The Los Angeles Times reported that approximately 150 miles from Los Angeles, and 110 miles northeast of San Diego, "in a 48-hour period starting Saturday morning, 42 quakes shook [an area] just south of Bombay Beach on the Salton Sea. The quakes ranged in magnitude from 0.5 to 3.3, with three larger than 3.0 hitting the area Saturday afternoon."

They talked to a UC San Diego geophysicist who said the area is dangerously interconnected with the legendary San Andreas fault. They report, "These quakes appear to be taking place at the hazy intersection of several recently mapped faults crossing beneath the Salton Sea and the the San Andreas fault."

They even-handedly offer both sides of the story. The UC San Diego guy with two first names, Graham Kent, is quoted offering the darker scenario, "The worry for scientists comes from a case in 1987, when a magnitude-6.2 earthquake on one of the crossing faults appeared to trigger a 6.6 quake 12 hours later on the Superstition Hills fault to the south. The San Andreas fault is north of these crossing faults and the geometry is similar." For the opposite side, to offer some reassurance, since honestly nobody can say for sure either way, they give the reader Kate Hutton, a seismologist at Caltech. She says, "The last time a swarm of this type occurred in the area was 2001, so they are not especially unusual. Every time you have a swarm of earthquakes, it does raise the chances of having a larger quake, but it doesn't raise it a huge number."

Just an fyi.

Fingers crossed, prayers said, geological long-run inevitability understood.

Read the whole story here.

Friday, March 13, 2009

Breakthrough battery charger



Researchers at the Massachusetts Institute of Technology (MIT) announced a breakthrough in lithium-ion battery chargers yesterday. They claim that the advance allows lithium-ion batteries, the standard in small electronics cellphones, and hybrid vehicles, both to charge and discharge stored energy much more quickly than presently possible. While it might take six, eight, ten minutes to fully charge a cell phone now with a good charger, the MIT prototype can do it in thirty seconds. Because it is a new technique of manufacturing lithium-ion battery materials, rather than a new material, itself, researchers said production could be only two to three years away. It could be a huge boon to the electric car. Read more detail here from The Times of London.

Sunday, January 18, 2009

Latest global warming victim


California Brown Pelican

The latest of the victims of on-going climate change and global warming were the endangered California Brown Pelican. The birds lured by warming temperatures and mild winters have been moving en mass north to Oregon and even Washington, well beyond their traditional California habitat which ranges from Northern California to Baja California, Mexico.

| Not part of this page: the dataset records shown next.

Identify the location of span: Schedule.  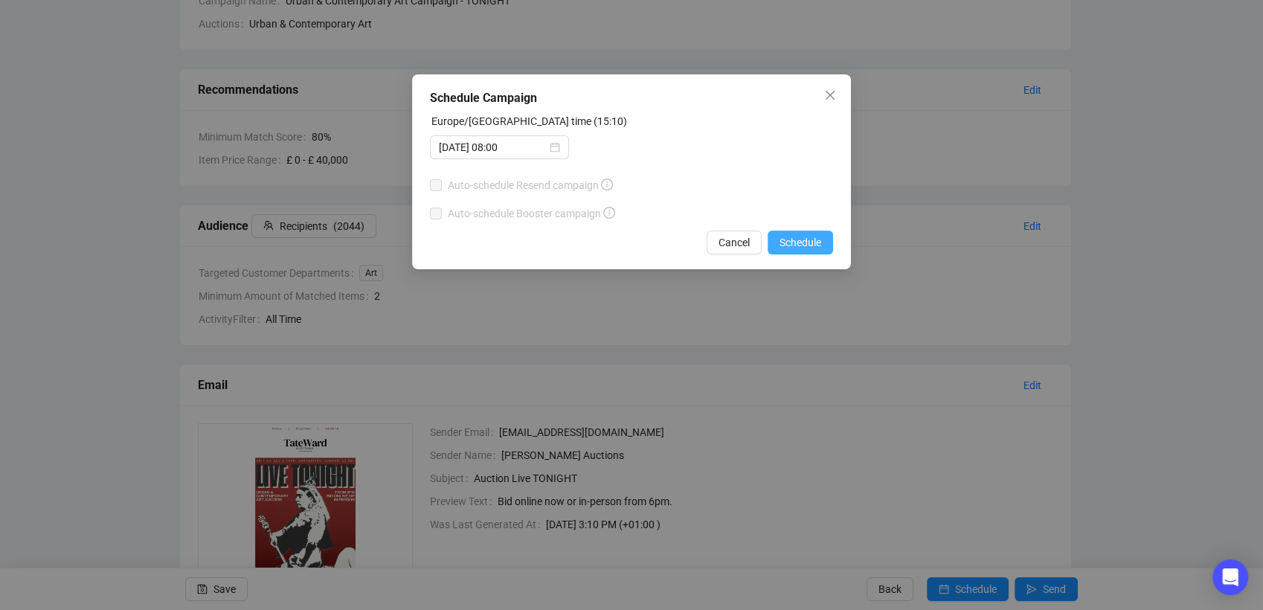
(800, 242).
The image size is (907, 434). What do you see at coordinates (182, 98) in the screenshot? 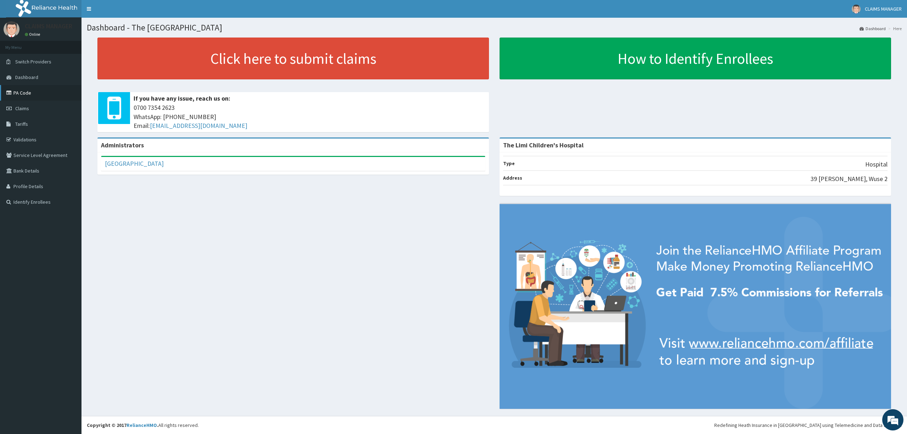
I see `b: If you have any issue, reach us on:` at bounding box center [182, 98].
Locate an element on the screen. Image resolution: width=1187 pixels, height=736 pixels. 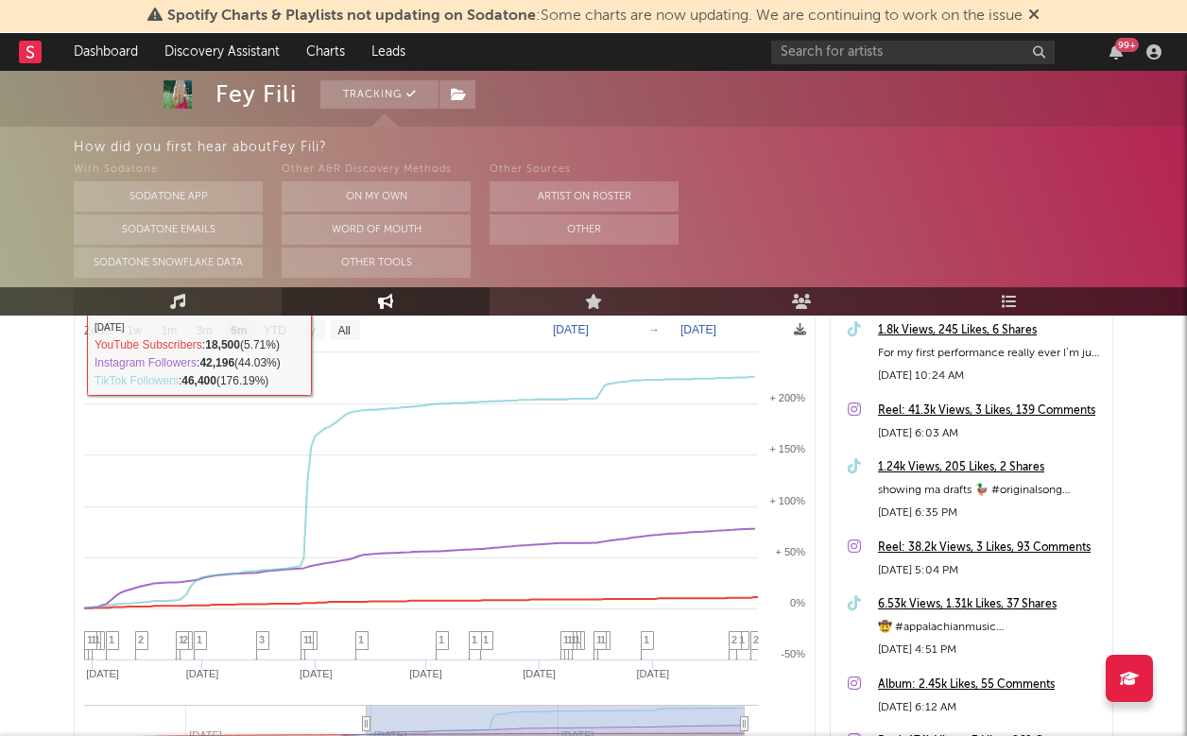
a: 1.8k Views, 245 Likes, 6 Shares is located at coordinates (990, 331).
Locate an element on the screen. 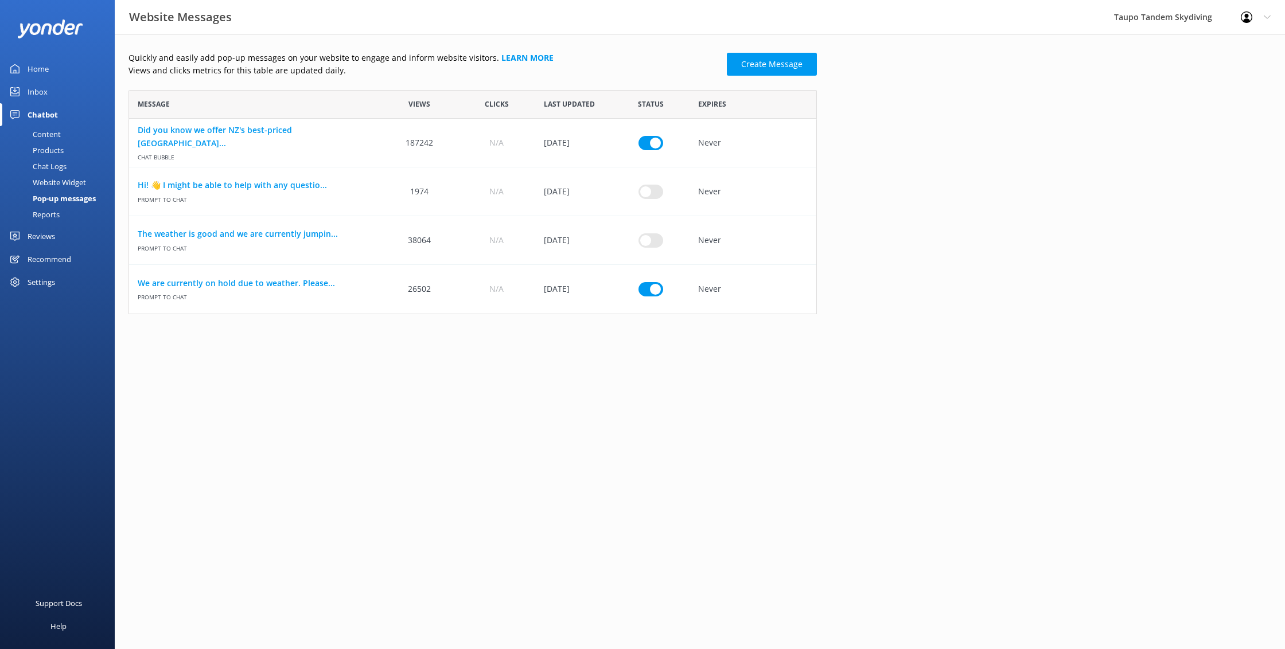 This screenshot has height=649, width=1285. a: Website Widget is located at coordinates (61, 182).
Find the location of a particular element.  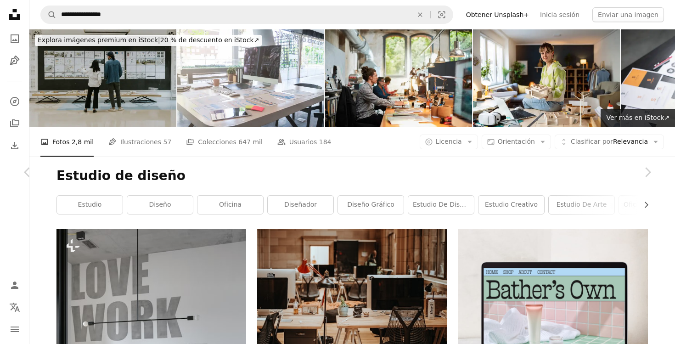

According to the New York Times as many as 5,000 pelicans may have been roosting on East Sand Island in the Columbia River estuary when a brutal storm hit. The storm packed 60 mile-an-hour winds and temperatures below freezing. The Times quotes Deborah Jaques, an Oregon wildlife biologist specializing in sea birds, "These birds were probably not subject to anything like this in a hundred years." UC Davis avian ecologist Dan Anderson told the Times that, "...once exposed to snow and extreme cold, the birds have a tough time drying off if soaked." This jives with the observations of David Jessup, a senior wildlife veterinarian for the California Department of Fish and Game. Jessup said his department examined many of the over 400 dead birds found in recent weeks and encountered lots of cases where legs, toes and pouches had frozen off.

In the Clarion Content's view this tragedy epitomizes what is likely to come from climate change and global warming. It is quite impossible for humans to wipe the Earth out. However, significant changes in climate will have all sorts of unintended consequences and blowback. It is quite possible for mankind to wipe out many species, including our own.